Lynne Baab • Saturday August 8 2015

Trust and obey for there's no other way

Ten years ago my spiritual director began talking to me about trust in God. “Trust is something you need to focus on,” she said to me more than once. Several times after I described difficult situations and my conflicting emotions about them, she said, “You either trust God with this or you don’t.”

Her words about trust were like some obscure foreign language to me, maybe Sanskrit or Sioux. Sure, I’d been a Christian for several decades at that point. I’d studied the Bible and prayed in many different ways. I’d kept a Sabbath for many years and fasted many times. I’d written books on Christian spiritual practices. And I hadn’t done those things by rote. I really did desire to drawn near to God and I knew Christ was transforming me (slowly!) into his image.

But the word “trust” really didn’t resonate with me.

At that point, I was a PhD student hoping for a teaching job in a seminary. My husband and I were praying fervently for a place for me to teach, and I was doing a pretty good job of resting in God’s peace about our future. I was, in fact, trusting God for our future without using that word. (Evidently my spiritual director saw other areas where I was not trusting God very well!)

Because my spiritual director’s words about trust truly didn’t help me, challenge me or encourage me, I tuned them out. They were just confusing babble.

I wonder now if part of why I tuned them out was that I had always disliked a schmaltzy old hymn, “Trust and Obey.” The tune was sappy, and the words, which I viewed as overly simplistic, went like this: “Trust and obey, for there’s no other way to be happy in Jesus than to trust and obey.”

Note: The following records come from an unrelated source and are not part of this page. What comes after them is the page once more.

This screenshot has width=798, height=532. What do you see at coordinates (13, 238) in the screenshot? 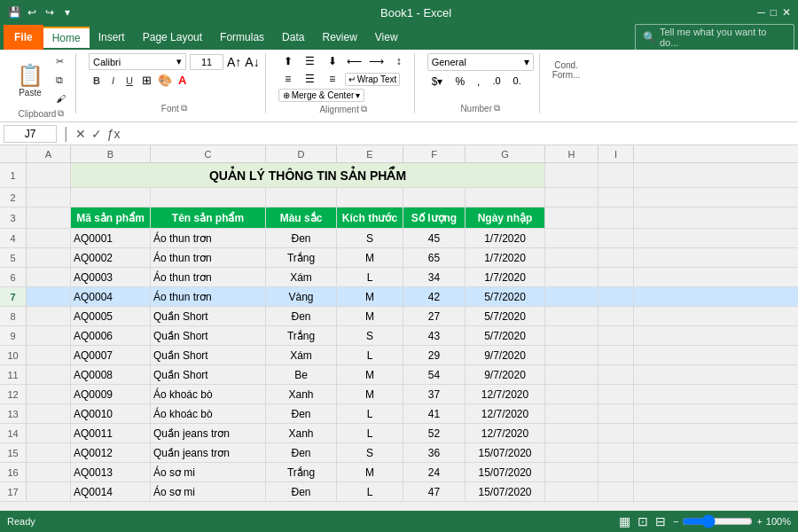
I see `row-num-4: 4` at bounding box center [13, 238].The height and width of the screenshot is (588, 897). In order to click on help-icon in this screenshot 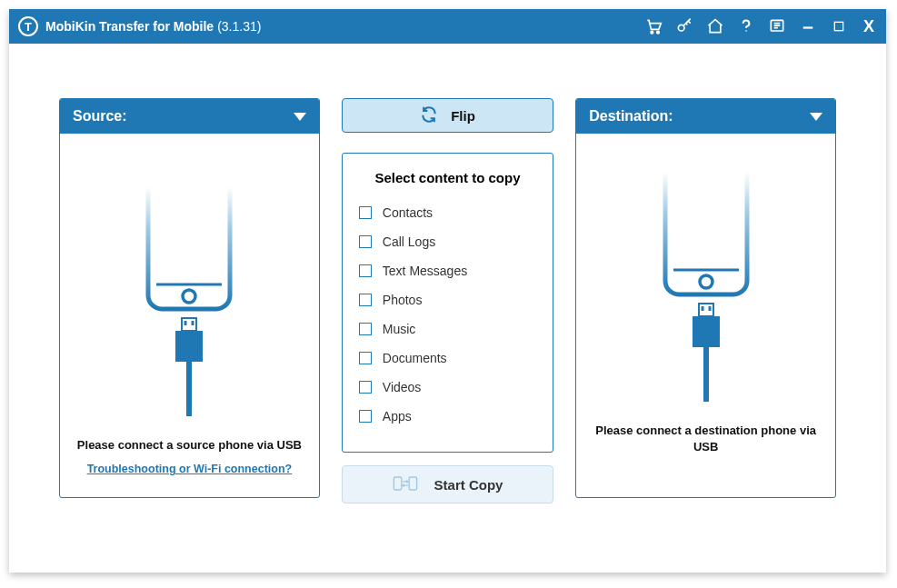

If I were to pick a word for what God is teaching me in 2015, trust might be that word. I find it amusing that each day I feel called by Jesus to trust him for so many things, and then to do the tasks of the day laid out for me, whatever they are. And to do those tasks in a spirit of trust and joy, not in a spirit of drudgery or irritation. If my call this day is to trust and then do what I’m supposed to do, then the words “trust and obey” work pretty well to express the goal for each day. It’s pretty amusing to circle back to a word recommended to me ten years ago and to a hymn from my early adult life that I never liked.

I’m writing about this because I want to encourage you about two things:

1. Never underestimate the significance of words of encouragement or exhortation you say to friends and family members. Maybe it will take ten years for those words to make sense to the hearer. Our job is to speak the truth in love in all situations and to leave the results up to God. Sometimes we say something to someone that we think is really important, and they totally disregard our words, which is frustrating. Maybe to them it sounds like we are speaking Sanskrit or Sioux. But maybe later on the words will have a clear meaning to them.

2. Never underestimate the effect of things you learned or heard in the past. God brings ideas and thoughts back to mind. God is in the business of transforming us into the image of Jesus Christ, and God will use an astonishing variety of things to do that, including words from a spiritual director ten years ago and words from a schmaltzy hymn.

Now, back to my central calling and privilege of the day, to trust and obey God.